The butler led the way, and Hector followed between his captors.
They might have been showing him to his bed-room, so calm was he:
Rob gone to fetch the chief, his imprisonment could not last!—and
for the indignity, was he not in the right!

As Mr. Palmer left the kitchen, his eye fell on Mercy.

"Go to your room," he said angrily, and turned from her.

She obeyed in silence, consoling herself that from her window she could see the arrival of the chief. Nor had she watched long when she saw him coming along the road with Rob. At the gate she lost sight of them. Presently she heard voices in the hall, and crept down the stair far enough to hear.

"I could commit you for a breach of the peace, Mr. Palmer," she heard the chief say. "You ought to have brought the man to me. As a magistrate I order his release. But I give my word he shall be forthcoming when legally required."

"Your word is no bail. The man was taken poaching; I have him, and I will keep him."

"Let me see him then, that I may learn from himself where he shot the deer."

"He shall go before Mr.

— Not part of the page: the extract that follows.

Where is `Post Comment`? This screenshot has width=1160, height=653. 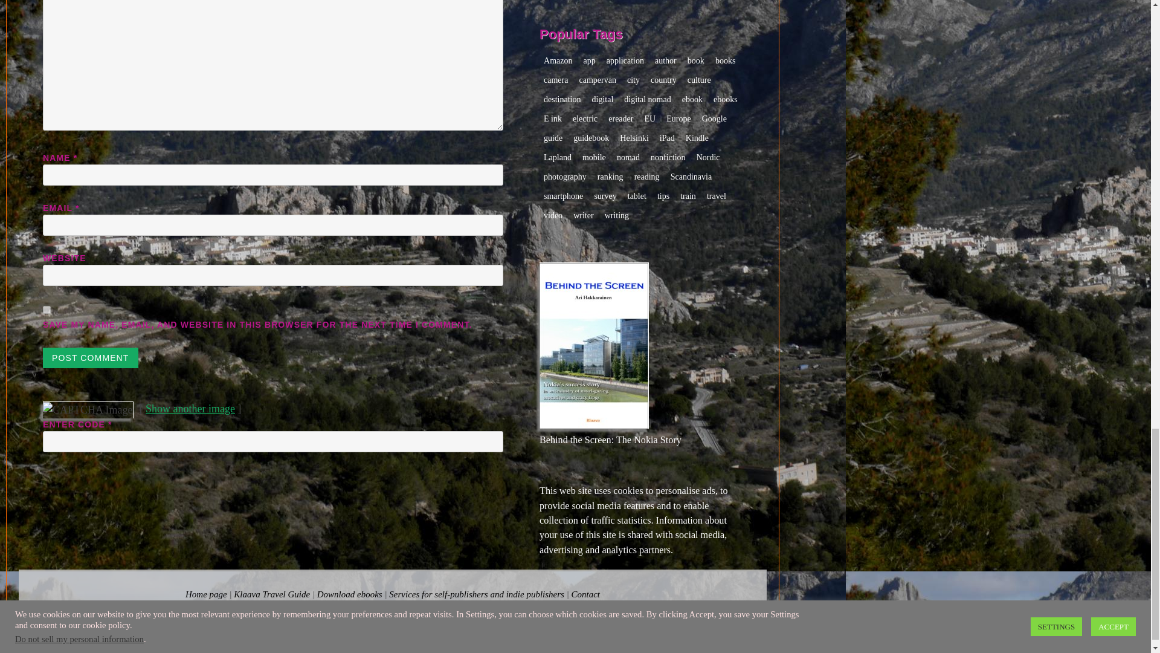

Brander."

"Then I beg you will take him at once. I will go with him. But listen a moment, Mr. Palmer. When this same man, my keeper, took your guest poaching on my ground, I let Mr. Sercombe go. I could have committed him as you would commit Hector. I ask you in return to let Hector go. Being deaf and dumb, and the hills the joy of his life, confinement will be terrible to him."

"I will do nothing of the kind. You could never have committed a gentleman for a mistake. This is quite a different thing!"